The Sacrilege: Raiding Satoshi’s Wallet
Here is where the proposal goes from “ambitious developer project” to “burn-it-all-down controversy.” Sztorc wants to use coins that would correspond to Satoshi’s addresses on the new eCash chain to fund development and attract early investors. “This will no doubt be a controversial decision,” he wrote, “but I think it is necessary, and in fact, ideal.”
The mechanism works like this: when Bitcoin forks, the entire transaction history carries over. Every balance — including Satoshi’s untouched 1.1 million BTC — appears as an equivalent eCash balance. Sztorc proposes manually reassigning “fewer than half” of those Satoshi-equivalent coins to high-quality, accredited investors before the fork launches.
The crypto community’s response has been swift and brutal. Bitcoin podcaster Peter McCormack called the proposal “theft and disrespectful,” adding that the eCash name is already used in the Lightning-adjacent payments space with Cashu and Fedi. Josh Ellithorpe, CTO of Pixelated Ink, warned of the dangerous precedent: “eCash, setting the precedent that they can and will steal coins. Now it’s Satoshi, but it could be anyone later.”

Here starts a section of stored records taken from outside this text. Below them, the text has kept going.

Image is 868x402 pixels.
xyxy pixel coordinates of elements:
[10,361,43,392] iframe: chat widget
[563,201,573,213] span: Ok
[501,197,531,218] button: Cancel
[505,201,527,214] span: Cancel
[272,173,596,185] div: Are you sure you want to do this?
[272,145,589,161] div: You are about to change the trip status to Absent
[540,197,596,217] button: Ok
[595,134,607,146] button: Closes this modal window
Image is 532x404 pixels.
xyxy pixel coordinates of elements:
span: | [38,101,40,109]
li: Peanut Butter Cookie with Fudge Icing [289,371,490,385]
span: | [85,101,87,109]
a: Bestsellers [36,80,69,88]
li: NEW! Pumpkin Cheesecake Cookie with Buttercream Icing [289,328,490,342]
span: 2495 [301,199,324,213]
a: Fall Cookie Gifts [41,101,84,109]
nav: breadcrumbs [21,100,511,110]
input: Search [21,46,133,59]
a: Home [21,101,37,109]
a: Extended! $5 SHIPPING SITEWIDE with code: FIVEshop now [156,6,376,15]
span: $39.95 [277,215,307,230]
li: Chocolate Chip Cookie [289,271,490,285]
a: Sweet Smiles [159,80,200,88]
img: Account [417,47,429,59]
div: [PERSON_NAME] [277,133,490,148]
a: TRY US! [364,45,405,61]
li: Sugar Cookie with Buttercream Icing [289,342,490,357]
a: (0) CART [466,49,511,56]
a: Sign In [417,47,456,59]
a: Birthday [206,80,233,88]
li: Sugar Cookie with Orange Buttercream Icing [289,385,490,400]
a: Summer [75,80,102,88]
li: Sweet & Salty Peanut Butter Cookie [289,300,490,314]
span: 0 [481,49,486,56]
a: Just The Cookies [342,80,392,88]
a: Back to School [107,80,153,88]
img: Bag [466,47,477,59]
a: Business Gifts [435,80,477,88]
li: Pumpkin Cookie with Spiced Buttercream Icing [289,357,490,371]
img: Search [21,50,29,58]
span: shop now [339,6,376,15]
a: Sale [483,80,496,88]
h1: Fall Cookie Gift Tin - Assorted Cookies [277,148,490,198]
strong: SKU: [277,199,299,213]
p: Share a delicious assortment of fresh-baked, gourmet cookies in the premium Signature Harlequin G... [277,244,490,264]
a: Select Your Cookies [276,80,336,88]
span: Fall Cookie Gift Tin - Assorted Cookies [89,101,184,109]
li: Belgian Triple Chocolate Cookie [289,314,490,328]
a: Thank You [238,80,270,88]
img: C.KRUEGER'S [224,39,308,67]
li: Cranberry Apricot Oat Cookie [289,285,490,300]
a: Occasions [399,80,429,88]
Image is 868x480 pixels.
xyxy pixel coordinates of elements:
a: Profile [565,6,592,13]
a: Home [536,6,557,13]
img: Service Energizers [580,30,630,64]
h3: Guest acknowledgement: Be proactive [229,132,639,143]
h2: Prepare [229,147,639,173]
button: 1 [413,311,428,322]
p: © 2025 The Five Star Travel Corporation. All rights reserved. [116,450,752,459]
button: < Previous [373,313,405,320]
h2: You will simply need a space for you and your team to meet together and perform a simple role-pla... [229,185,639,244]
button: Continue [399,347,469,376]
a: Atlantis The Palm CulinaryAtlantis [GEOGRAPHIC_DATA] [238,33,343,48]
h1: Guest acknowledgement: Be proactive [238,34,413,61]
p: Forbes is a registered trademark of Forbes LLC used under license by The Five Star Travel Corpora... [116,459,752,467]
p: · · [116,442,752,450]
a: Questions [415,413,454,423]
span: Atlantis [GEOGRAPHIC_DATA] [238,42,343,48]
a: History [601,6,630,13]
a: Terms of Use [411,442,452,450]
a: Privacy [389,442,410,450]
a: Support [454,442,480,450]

The criticism cuts to the heart of Bitcoin’s founding mythology. In 2009, Satoshi mined alongside everyone else — same hardware, same difficulty, same opportunity. There was no presale, no venture capital, no insider allocation. Sztorc’s proposal flips that origin story on its head, introducing the very class of privileged access that Bitcoin was designed to eliminate.
Breaking the Sacred Rule
What makes this proposal so inflammatory is context. Bitcoin has been forked before — Bitcoin Cash in 2017, Bitcoin SV in 2018, Bitcoin Gold in 2017. Not one of those forks dared to touch Satoshi’s coins. The “Patoshi pattern” addresses, widely attributed to Bitcoin’s pseudonymous creator, have sat untouched since 2010. In the Bitcoin world, those coins are treated as something between a memorial and a founding artefact. Redistributing them — even on a forked chain — feels to many like desecrating a monument.

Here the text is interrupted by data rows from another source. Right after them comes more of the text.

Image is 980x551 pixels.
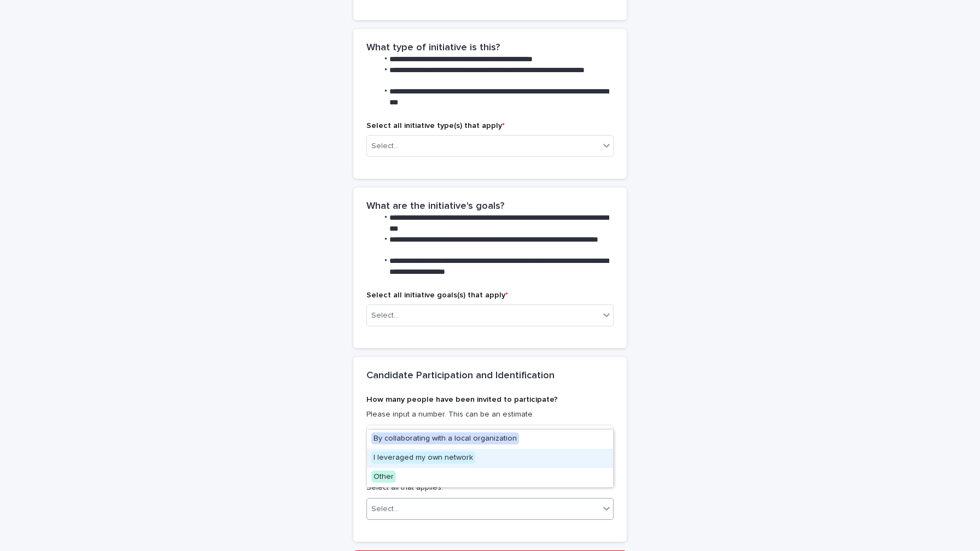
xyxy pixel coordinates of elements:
h2: Candidate Participation and Identification [366,370,555,382]
span: By collaborating with a local organization [371,432,519,445]
h2: What type of initiative is this? [366,42,500,54]
div: Select... [371,503,399,515]
h2: What are the initiative's goals? [366,201,504,212]
span: I leveraged my own network [371,451,475,463]
div: I leveraged my own network [366,449,613,468]
span: Select all initiative goals(s) that apply [366,291,508,298]
div: Select... [371,310,399,321]
p: Select all that applies. [366,482,614,494]
span: Other [371,470,396,482]
p: Please input a number. This can be an estimate. [366,409,614,420]
span: How many people have been invited to participate? [366,395,558,403]
div: Select... [371,140,399,152]
span: Select all initiative type(s) that apply [366,122,505,130]
div: Other [366,468,613,486]
div: By collaborating with a local organization [366,429,613,449]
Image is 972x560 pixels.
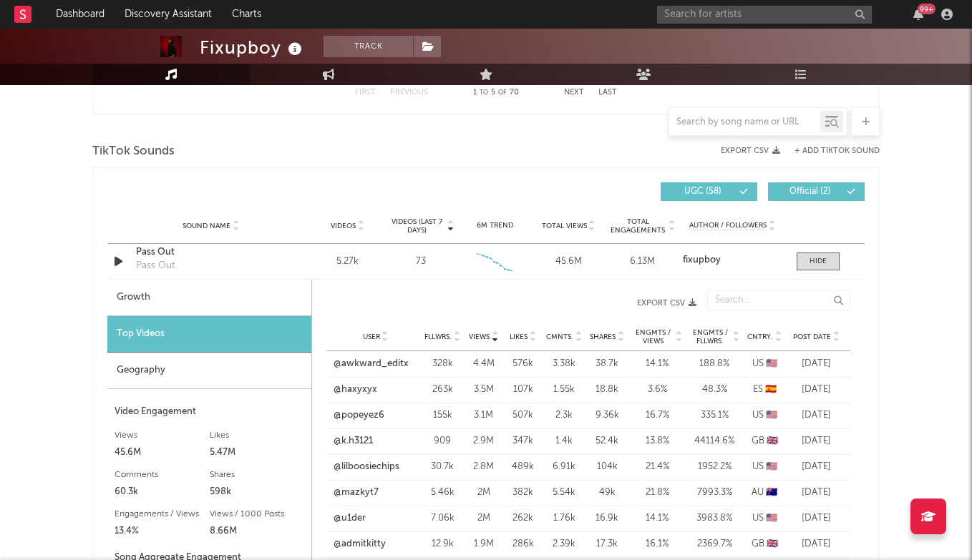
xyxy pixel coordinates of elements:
span: 🇬🇧 [767,540,778,548]
div: [DATE] [789,408,843,423]
div: 16.1 % [632,537,682,551]
div: [DATE] [789,486,843,500]
button: Last [599,89,617,97]
div: 44114.6 % [689,434,740,448]
div: 909 [425,434,460,448]
button: Previous [390,89,428,97]
div: 21.8 % [632,486,682,500]
div: 155k [425,408,460,423]
div: [DATE] [789,434,843,448]
div: US [747,357,782,371]
div: 18.8k [589,383,625,397]
button: UGC(58) [661,183,757,201]
span: Shares [590,332,615,341]
div: Top Videos [107,316,311,353]
span: 🇺🇸 [766,462,778,471]
span: Total Engagements [609,217,667,235]
span: Sound Name [183,222,231,230]
div: GB [747,434,782,448]
div: 2.39k [546,537,582,551]
div: ES [747,383,782,397]
div: Pass Out [136,259,175,273]
div: 7993.3 % [689,486,740,500]
div: 45.6M [536,254,602,269]
div: 2369.7 % [689,537,740,551]
div: 107k [507,383,539,397]
div: 7.06k [425,511,460,525]
span: User [363,332,380,341]
div: 13.4% [114,523,210,540]
span: 🇺🇸 [766,410,778,420]
div: 14.1 % [632,511,682,525]
div: [DATE] [789,537,843,551]
div: 263k [425,383,460,397]
div: 60.3k [114,484,210,501]
div: 6.91k [546,460,582,474]
div: 5.54k [546,486,582,500]
div: 188.8 % [689,357,740,371]
span: Videos [331,222,356,230]
div: Views [114,427,210,444]
div: [DATE] [789,357,843,371]
a: @u1der [333,511,366,525]
a: fixupboy [683,255,782,265]
button: + Add TikTok Sound [795,147,880,155]
div: Shares [210,466,305,484]
a: @k.h3121 [333,434,373,448]
span: 🇪🇸 [765,385,777,394]
div: 1.4k [546,434,582,448]
div: 598k [210,484,305,501]
input: Search by song name or URL [670,117,820,128]
div: Geography [107,353,311,389]
span: Official ( 2 ) [778,188,843,196]
span: TikTok Sounds [92,143,175,160]
div: 2M [467,486,499,500]
div: 6.13M [609,254,676,269]
button: Track [324,35,413,58]
div: 45.6M [114,444,210,462]
div: GB [747,537,782,551]
div: 13.8 % [632,434,682,448]
div: Views / 1000 Posts [210,506,305,523]
div: 347k [507,434,539,448]
div: 6M Trend [462,221,529,231]
span: Likes [510,332,528,341]
a: @mazkyt7 [333,486,379,500]
div: 3.6 % [632,383,682,397]
span: 🇺🇸 [766,514,778,523]
div: 16.7 % [632,408,682,423]
div: 2.3k [546,408,582,423]
div: 2.9M [467,434,499,448]
div: Likes [210,427,305,444]
a: @haxyxyx [333,383,377,397]
input: Search... [708,291,850,310]
a: @awkward_editx [333,357,409,371]
span: to [480,89,489,96]
div: [DATE] [789,511,843,525]
div: 1.55k [546,383,582,397]
div: Engagements / Views [114,506,210,523]
div: 2M [467,511,499,525]
div: AU [747,486,782,500]
a: @admitkitty [333,537,386,551]
div: 3.5M [467,383,499,397]
div: 576k [507,357,539,371]
strong: fixupboy [683,255,721,265]
div: 3983.8 % [689,511,740,525]
span: Author / Followers [689,221,767,230]
span: of [498,89,507,96]
a: @popeyez6 [333,408,384,423]
div: US [747,511,782,525]
div: 38.7k [589,357,625,371]
button: Next [564,89,584,97]
div: 3.38k [546,357,582,371]
span: 🇬🇧 [767,436,778,446]
button: 99+ [913,9,923,20]
span: Videos (last 7 days) [388,217,446,235]
div: 52.4k [589,434,625,448]
div: 30.7k [425,460,460,474]
span: 🇺🇸 [766,359,778,369]
span: Total Views [542,222,587,230]
div: 335.1 % [689,408,740,423]
span: Post Date [793,332,831,341]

The questions pile up fast. Who are these “accredited investors”? What is the deal structure? Over what vesting period will the coins be released? What stops them from dumping en masse the moment the fork goes live? Sztorc has not provided answers to any of these, and critics argue the opacity itself is the problem.
Dead on Arrival — or Just Getting Started?

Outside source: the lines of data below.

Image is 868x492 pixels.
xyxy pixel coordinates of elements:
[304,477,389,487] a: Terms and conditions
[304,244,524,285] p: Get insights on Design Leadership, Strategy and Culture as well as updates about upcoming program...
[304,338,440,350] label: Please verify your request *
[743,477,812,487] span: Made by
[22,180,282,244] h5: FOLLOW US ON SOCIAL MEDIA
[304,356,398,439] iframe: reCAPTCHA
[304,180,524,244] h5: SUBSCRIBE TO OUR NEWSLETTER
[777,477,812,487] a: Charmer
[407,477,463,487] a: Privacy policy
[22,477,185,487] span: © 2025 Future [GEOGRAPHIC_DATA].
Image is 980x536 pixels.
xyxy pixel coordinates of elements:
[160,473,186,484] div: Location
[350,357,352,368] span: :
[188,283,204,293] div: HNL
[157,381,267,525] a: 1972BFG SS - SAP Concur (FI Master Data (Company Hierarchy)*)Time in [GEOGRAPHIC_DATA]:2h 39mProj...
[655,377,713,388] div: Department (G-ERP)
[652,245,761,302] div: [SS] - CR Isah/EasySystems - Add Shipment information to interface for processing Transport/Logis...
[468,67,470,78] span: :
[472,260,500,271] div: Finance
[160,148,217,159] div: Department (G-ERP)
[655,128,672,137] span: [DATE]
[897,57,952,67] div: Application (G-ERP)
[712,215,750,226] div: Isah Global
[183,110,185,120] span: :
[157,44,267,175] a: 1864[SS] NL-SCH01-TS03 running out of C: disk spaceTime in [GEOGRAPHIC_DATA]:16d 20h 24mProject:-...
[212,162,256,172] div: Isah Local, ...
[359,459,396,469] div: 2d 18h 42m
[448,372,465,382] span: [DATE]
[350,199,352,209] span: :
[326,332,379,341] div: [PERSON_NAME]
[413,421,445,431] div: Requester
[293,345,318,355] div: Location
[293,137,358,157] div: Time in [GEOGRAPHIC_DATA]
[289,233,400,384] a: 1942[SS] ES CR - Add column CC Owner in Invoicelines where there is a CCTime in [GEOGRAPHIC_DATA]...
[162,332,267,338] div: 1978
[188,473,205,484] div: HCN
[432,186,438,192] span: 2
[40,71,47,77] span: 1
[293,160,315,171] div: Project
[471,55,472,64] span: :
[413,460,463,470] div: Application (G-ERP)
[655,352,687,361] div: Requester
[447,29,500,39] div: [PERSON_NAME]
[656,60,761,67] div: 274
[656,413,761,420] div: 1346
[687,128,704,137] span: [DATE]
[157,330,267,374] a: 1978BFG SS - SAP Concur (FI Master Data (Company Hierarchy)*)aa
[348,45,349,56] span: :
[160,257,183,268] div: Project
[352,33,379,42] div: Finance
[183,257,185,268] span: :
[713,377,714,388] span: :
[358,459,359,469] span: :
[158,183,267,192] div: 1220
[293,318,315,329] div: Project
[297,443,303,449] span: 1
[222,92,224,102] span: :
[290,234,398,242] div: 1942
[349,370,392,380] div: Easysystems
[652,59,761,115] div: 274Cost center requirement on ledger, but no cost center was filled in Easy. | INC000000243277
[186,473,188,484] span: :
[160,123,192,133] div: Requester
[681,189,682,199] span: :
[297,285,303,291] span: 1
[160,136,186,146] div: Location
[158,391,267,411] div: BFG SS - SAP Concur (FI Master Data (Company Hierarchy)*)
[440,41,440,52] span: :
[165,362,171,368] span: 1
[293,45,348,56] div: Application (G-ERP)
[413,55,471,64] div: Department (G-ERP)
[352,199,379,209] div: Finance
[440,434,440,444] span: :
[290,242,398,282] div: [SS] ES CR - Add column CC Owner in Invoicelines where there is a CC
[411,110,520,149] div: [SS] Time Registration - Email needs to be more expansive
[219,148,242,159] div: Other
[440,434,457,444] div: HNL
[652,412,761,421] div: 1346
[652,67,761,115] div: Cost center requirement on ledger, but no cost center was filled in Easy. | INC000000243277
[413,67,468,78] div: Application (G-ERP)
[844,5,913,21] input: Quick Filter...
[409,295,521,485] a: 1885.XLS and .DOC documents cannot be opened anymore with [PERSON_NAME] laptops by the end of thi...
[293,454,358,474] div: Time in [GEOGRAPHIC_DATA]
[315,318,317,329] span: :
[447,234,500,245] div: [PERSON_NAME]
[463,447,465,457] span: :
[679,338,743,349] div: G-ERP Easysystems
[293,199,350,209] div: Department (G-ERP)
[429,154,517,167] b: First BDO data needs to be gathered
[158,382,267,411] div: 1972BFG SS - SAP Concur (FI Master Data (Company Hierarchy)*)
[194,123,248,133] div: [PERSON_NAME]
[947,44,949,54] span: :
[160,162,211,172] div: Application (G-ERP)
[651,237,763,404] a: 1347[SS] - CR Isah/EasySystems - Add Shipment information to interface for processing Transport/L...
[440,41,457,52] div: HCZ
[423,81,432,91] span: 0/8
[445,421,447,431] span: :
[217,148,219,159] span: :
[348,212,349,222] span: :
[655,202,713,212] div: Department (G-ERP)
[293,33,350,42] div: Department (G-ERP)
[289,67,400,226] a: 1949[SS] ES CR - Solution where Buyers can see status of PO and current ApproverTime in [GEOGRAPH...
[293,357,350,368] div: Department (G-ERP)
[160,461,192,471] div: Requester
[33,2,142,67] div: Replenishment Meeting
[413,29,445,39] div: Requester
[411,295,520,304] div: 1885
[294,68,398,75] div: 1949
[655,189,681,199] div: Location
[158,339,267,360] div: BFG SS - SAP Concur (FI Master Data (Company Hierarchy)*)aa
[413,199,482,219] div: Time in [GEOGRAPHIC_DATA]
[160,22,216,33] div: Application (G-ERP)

The practical reality is sobering. No miners, exchanges, or major ecosystem participants have signalled support for eCash. Without hash power, a Bitcoin fork is functionally dead. Without exchange listings, the tokens are worthless. And without community buy-in, Drivechains remain exactly what they have been for nine years: an interesting idea that nobody wants to implement.
Sztorc has since posted a second version of the proposal that reportedly does not involve Satoshi’s coins, though the final structure remains unconfirmed. Whether this was a strategic retreat or the plan all along is unclear. Some observers on X have speculated the Satoshi clause was deliberate rage-bait designed to generate attention for the fork — and on that metric alone, it has succeeded spectacularly.
But attention is not adoption. Bitcoin’s fork history suggests eCash faces near-impossible odds. Bitcoin Cash, the most successful fork by far, peaked at $4,355 and commanded serious mining support. It still trades at a fraction of Bitcoin’s price. Every subsequent fork has faded into irrelevance. The market has spoken repeatedly: there is one Bitcoin, and forks are footnotes.
The deeper question is whether Sztorc’s frustration reveals something genuine about Bitcoin’s ossification. If a credible developer spends nine years proposing improvements and gets nowhere, is the problem the proposal — or the process? Bitcoin maximalists will say the system is working as designed: conservative, resistant to change, incorruptible. Critics will say it is calcifying, unable to evolve, and losing ground to chains that ship faster.
Either way, raiding Satoshi’s wallet is not the answer. Some lines, even in crypto, should not be crossed.
This is a developing story. Bullish Times will update as the eCash fork proposal evolves and community responses continue to roll in.